[66791] in North American Network Operators' Group
Re: Any 1U - 2U Ethernet switches that can handle 4K VLANs?
daemon@ATHENA.MIT.EDU (ken emery)
Sun Jan 25 20:19:04 2004
Date: Sun, 25 Jan 2004 17:18:30 -0800 (PST)
From: ken emery <ken@cnet.com>
To: nanog@merit.edu
In-Reply-To: <Pine.LNX.4.44.0401251751450.22781-100000@obsidian.silicon-dragon.net>
Errors-To: owner-nanog-outgoing@merit.edu
On Sun, 25 Jan 2004, Bill Nash wrote:
> On Sun, 25 Jan 2004, ken emery wrote:
> > > The point of using VLANs is that you don't need to route. There's
> > > probably a good reason for switching instead of routing in the original
> > > poster's scenario. (Perhaps a FTTH-like project?)
> >
> > Correct me if I'm wrong here, but at some point you will have to route
> > all those VLAN's. To really answer the question about wether > 1000
> > VLAN's are necessary one would need to see the network design.
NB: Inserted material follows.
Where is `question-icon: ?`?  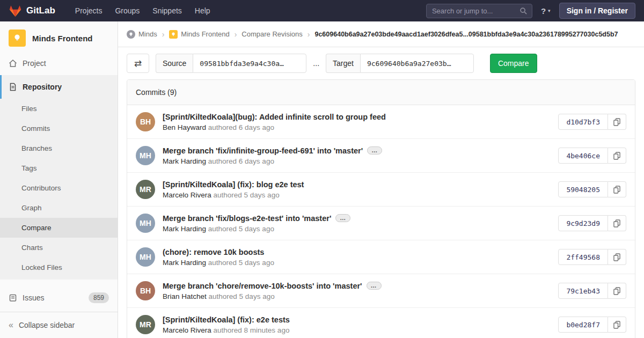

> I would argue this point. I've got a production environment sporting
> multiple vlans, none which will ever see an external subnet or even a
> gateway (think databases.) The operative context inherent in the VLAN
> acronym is, after all, 'local', and not every topology requires routing.
This is correct, but then why spend the money on a L3 switch? Routing
isn't needed so save the money and purchase a L2 switch.